A lot has happened since then, including the first round of voting on Sunday, June 30th, which delivered the predicted but nonetheless shocking win for the far-right Rassemblement National.
Now we are looking ahead to the second round of voting on Sunday which will deliver the final verdict.
There seems little doubt among the (usually very accurate) French pollsters that RN will become the biggest party in the parliament – the only question is whether they will get enough seats to form an absolute majority.
Listen to the team from The Local discuss the election latest on the Talking France podcast – download here or listen on the link below
Three’s a crowd
It’s all been about triangulaires this week, so at least we have learned a new French word.
In a political context, triangulaire means a three-person contest in July 7th’s second round of voting. In previous elections there have just been a handful of these (in the 2022 parliamentary elections there were eight three-person run-offs, almost all the rest were two-person or duels), which is why they have not loomed large in election discussions before.
In these elections though, the high turnout combined with a lack of candidates from smaller parties (due to the last-minute announcement) produced an unusually high number of triangulaires – more than 300 in fact.
It quickly became apparent that the most effective way to block the rise of the far-right would be for the third-placed centrist or left candidates in a three-way race to withdraw in order to avoid splitting the anti- far right vote.
So a no brainer, right?
Unfortunately not.
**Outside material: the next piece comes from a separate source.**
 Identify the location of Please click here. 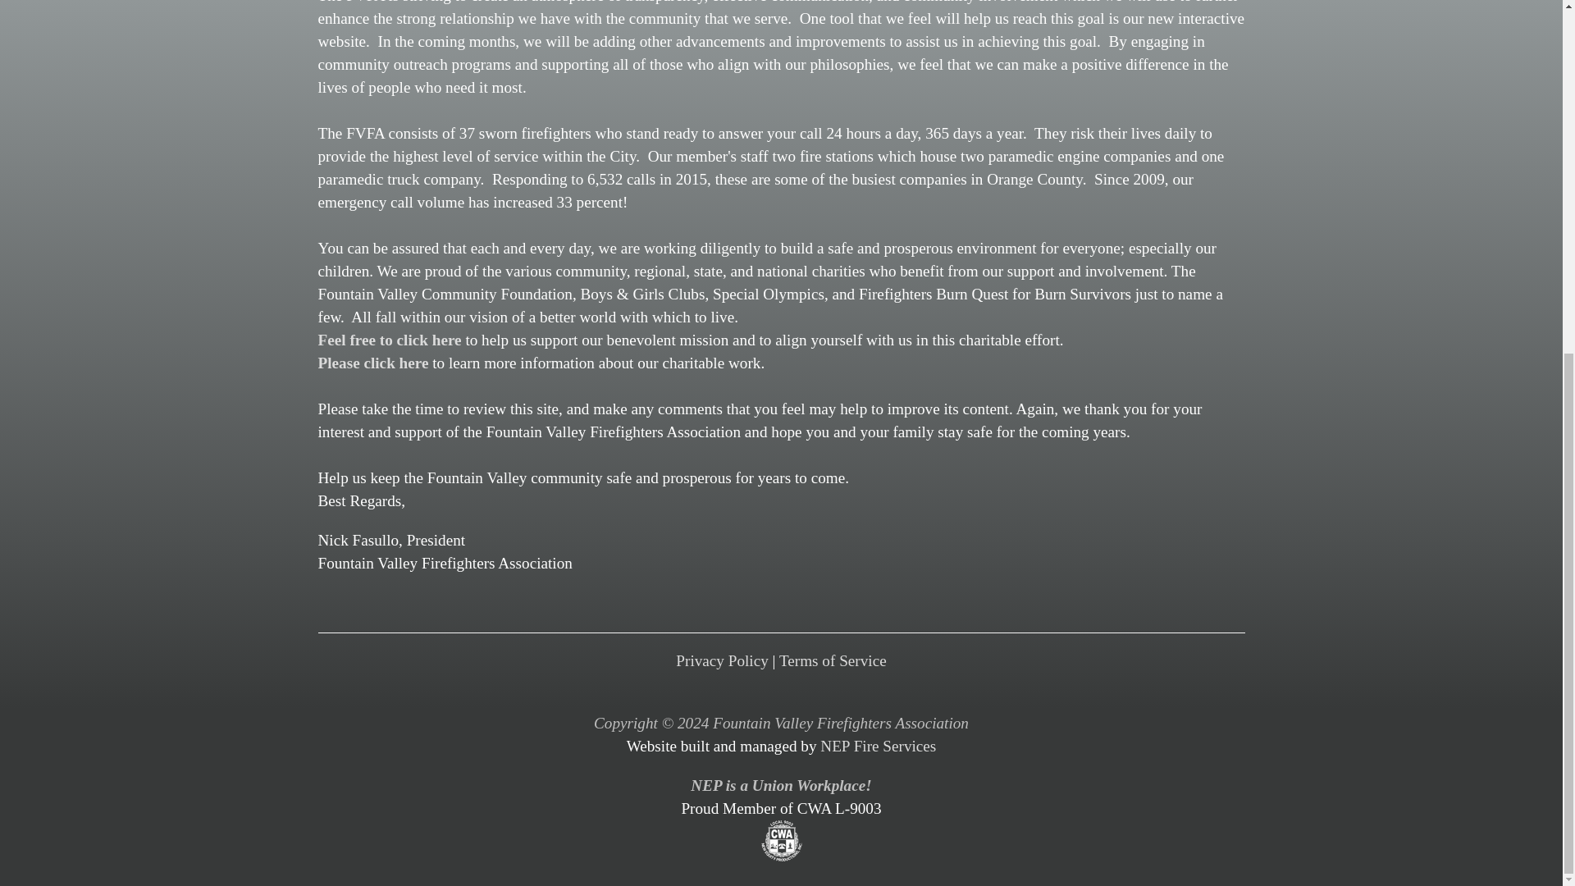
(373, 363).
Although more than 200 candidates ultimately did withdraw in order to faire un barrage (create a roadblock) for the far-right, others did not and the centrist leaders in particular seemed to find it difficult to simply say that everything possible should be done to counter the rise of the far-right.
Former prime minister Edouard Philippe, centrist leader François Bayrou and Macron’s finance minister Bruno Le Maire were reportedly among the most reluctant to faire le barrage.
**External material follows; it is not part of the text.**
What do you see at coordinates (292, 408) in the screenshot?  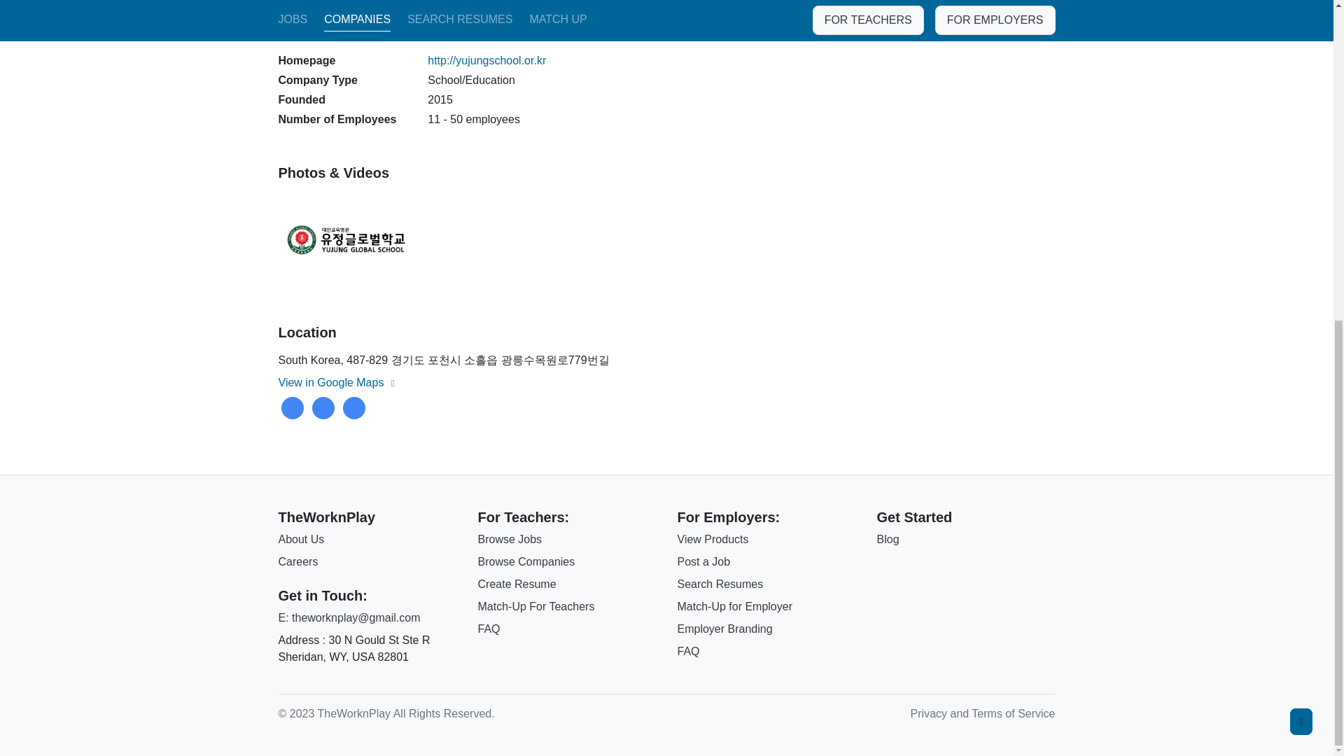 I see `Recommended travel mode` at bounding box center [292, 408].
Many of the candidates who did withdraw said: “Nous pouvons nous remettre d’une défaite, mais pas d’un déshonneur” (we can recover from defeat, but not dishonour), illustrating how this election has gone gone way beyond the normal political to-and-fro.
Paris v France
One thing this election has underscored is the difference between Paris and much of the rest of France – Rassemblement National has extremely weak support in the capital and its suburbs and many of the election maps show Paris as an island of red among the RN blue.
Paris is different from much of the rest of France in lots of ways – and it’s a long-standing point of irritation for many French people that foreigners generalise things that only happen in Paris as being ‘typically French’.
But the political difference is very striking – and in fact much of the RN vote is driven by French voters feeling forgotten, ignored or patronised by decision-makers in Paris.
I was talking this week to a young French woman of Algerian heritage who said that after seeing the election maps she now feels frightened to go outside the Paris region – a comment I found absolutely heartbreaking.
Echoes from history
I’ve heard a lot of English language media use the comparison that a Le Pen government would be the first far-right government in France since World War II.
This is technically correct – the collaborationist Vichy government that was in power during the Nazi occupation was undoubtedly far-right and in some instances went even further than the Germans demanded with their anti-Semitic actions. There were also extremely socially conservative when it came to domestic policy – abortion became a capital crime punished by death by guillotine (before the war it had been illegal but the penalty was imprisonment or a fine).
There is one fairly crucial difference though – the French people did not choose them. The Vichy government wasn’t democratically elected, it was imposed on the people after the fall of France in 1940.
A Le Pen government would be the first time in France’s history that the people elected a far-right government.